Transplant oversight lax, report concludes

LOS ANGELES – The organization that oversees the nation’s organ transplants frequently fails to find or fix problems at hospitals under its supervision, according to a newspaper investigation published Sunday.

The United Network for Organ Sharing has even failed to act when patients were dying at abnormal rates, and often has kept its findings secret when it does investigate problems, the Los Angeles Times reported.

The federal government contracts with the nonprofit UNOS to oversee the entire transplant process, from the harvesting to the placement of organs. The organization can censure hospitals and recommend their closure.

But UNOS has never recommended closing an active transplant program, and it has been reluctant to take action of any kind against troubled hospitals, the Los Angeles Times concluded after reviewing documents and interviewing current and former board members.

“It seems like UNOS is often a day late and a dollar short,” said Dr. Mark Fox, former chairman of UNOS’s ethics committee. “Most people are kind of shaking their heads and saying, ‘Who’s minding the store?’”

The agency’s executive director, Walter Graham, acknowledged that the “sense of outrage has grown in the transplant community” and said changes were being made.

UNOS sometimes took years to follow up on reports of excessive deaths, according to the newspaper’s investigation.

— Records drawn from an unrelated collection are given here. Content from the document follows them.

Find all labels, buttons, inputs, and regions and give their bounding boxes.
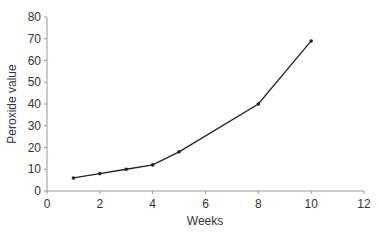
y-tick-label: 10 xyxy=(28,162,42,176)
data-point-marker xyxy=(257,102,261,106)
data-series xyxy=(72,39,313,180)
axes xyxy=(47,17,364,191)
data-point-marker xyxy=(177,150,181,154)
x-tick-label: 4 xyxy=(149,197,156,211)
data-point-marker xyxy=(151,163,155,167)
line-chart: 01020304050607080 024681012 Weeks Peroxi… xyxy=(0,0,381,237)
y-axis-ticks: 01020304050607080 xyxy=(28,10,47,198)
data-point-marker xyxy=(98,172,102,176)
x-tick-label: 10 xyxy=(304,197,318,211)
y-axis-title: Peroxide value xyxy=(5,64,19,144)
x-tick-label: 6 xyxy=(202,197,209,211)
y-tick-label: 60 xyxy=(28,54,42,68)
series-line xyxy=(73,41,311,178)
data-point-marker xyxy=(124,167,128,171)
x-tick-label: 0 xyxy=(44,197,51,211)
x-tick-label: 2 xyxy=(96,197,103,211)
y-tick-label: 80 xyxy=(28,10,42,24)
y-tick-label: 40 xyxy=(28,97,42,111)
x-axis-title: Weeks xyxy=(187,214,223,228)
x-tick-label: 8 xyxy=(255,197,262,211)
y-tick-label: 50 xyxy=(28,75,42,89)
data-point-marker xyxy=(309,39,313,43)
y-tick-label: 0 xyxy=(34,184,41,198)
y-tick-label: 30 xyxy=(28,119,42,133)
x-tick-label: 12 xyxy=(357,197,371,211)
y-tick-label: 20 xyxy=(28,141,42,155)
data-point-marker xyxy=(72,176,76,180)
x-axis-ticks: 024681012 xyxy=(44,191,371,211)
y-tick-label: 70 xyxy=(28,32,42,46)
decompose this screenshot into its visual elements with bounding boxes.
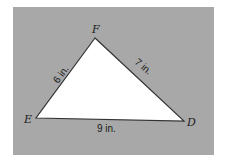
vertex-label-d: D (186, 116, 196, 129)
triangle-diagram: F E D 6 in. 7 in. 9 in. (0, 0, 225, 164)
vertex-label-f: F (91, 23, 100, 36)
vertex-label-e: E (23, 113, 32, 126)
side-label-ed: 9 in. (97, 123, 116, 134)
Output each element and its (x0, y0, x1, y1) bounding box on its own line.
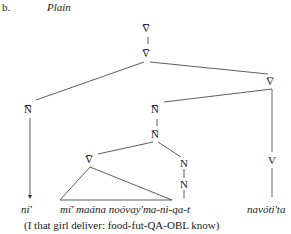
node-nbar3-mid: N̅̅̅ (151, 104, 159, 115)
node-n2: N (180, 179, 188, 190)
leaf-right: navóti'ta (247, 203, 285, 215)
leaf-left: ní' (21, 203, 32, 215)
node-nbar3-left: N̅̅̅ (24, 104, 32, 115)
gloss: (I that girl deliver: food-fut-QA-OBL kn… (24, 219, 219, 231)
node-vbar1-right: V̅ (266, 76, 274, 87)
node-vbar2: V̅̅ (142, 48, 150, 59)
node-root-vbar3: V̅̅̅ (142, 23, 150, 34)
node-n1: N (180, 158, 188, 169)
leaf-middle: mí' maána noóvay'ma-ni-qa-t (60, 203, 190, 215)
tree-branches (0, 0, 291, 234)
node-v-right: V (268, 155, 276, 166)
node-vbar2-inner: V̅̅ (85, 154, 93, 165)
node-nbar1-mid: N̅ (151, 129, 159, 140)
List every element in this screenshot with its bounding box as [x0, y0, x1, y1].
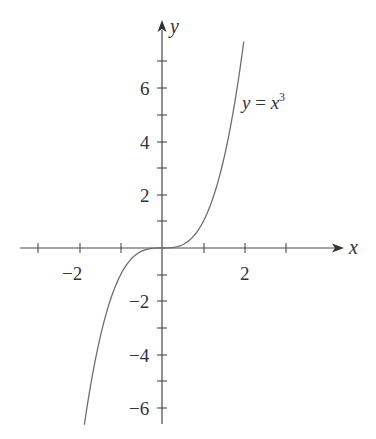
y-tick-label: −6 — [129, 398, 149, 419]
y-axis-label: y — [168, 15, 179, 38]
x-axis: x — [20, 236, 358, 258]
y-tick-label: −4 — [129, 345, 150, 366]
y-tick-label: 4 — [140, 132, 150, 153]
x-axis-label: x — [348, 236, 358, 258]
y-tick-label: 2 — [140, 185, 150, 206]
eq-exponent: 3 — [279, 90, 285, 104]
curve-equation-label: y = x3 — [240, 90, 285, 113]
eq-equals: = — [250, 92, 270, 113]
y-axis: y — [158, 15, 180, 424]
cubic-function-plot: x y −2 2 6 4 2 −2 −4 −6 — [0, 0, 376, 439]
x-tick-label: −2 — [62, 263, 82, 284]
y-tick-label: 6 — [140, 78, 150, 99]
cubic-curve — [84, 42, 243, 425]
y-tick-label: −2 — [129, 291, 149, 312]
x-tick-label: 2 — [240, 263, 250, 284]
eq-y: y — [240, 92, 251, 113]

At Sunrise Medical Center in Las Vegas, UNOS was aware in 2002 that patients were dying at unacceptably high rates but did not investigate for four years.

Problems with two California transplant centers escaped the organization’s notice despite warning signs, including statistics available on its own Web site.

In response to the criticism, the UNOS board recently voted for reforms, such as publicizing the names of transplant centers on probation. But officials from the organization said resolving matters peacefully works better than issuing demerits.

Since 2000, UNOS has considered its most serious public sanction – revoking a transplant center’s “good standing” – 15 times, but has followed through only once.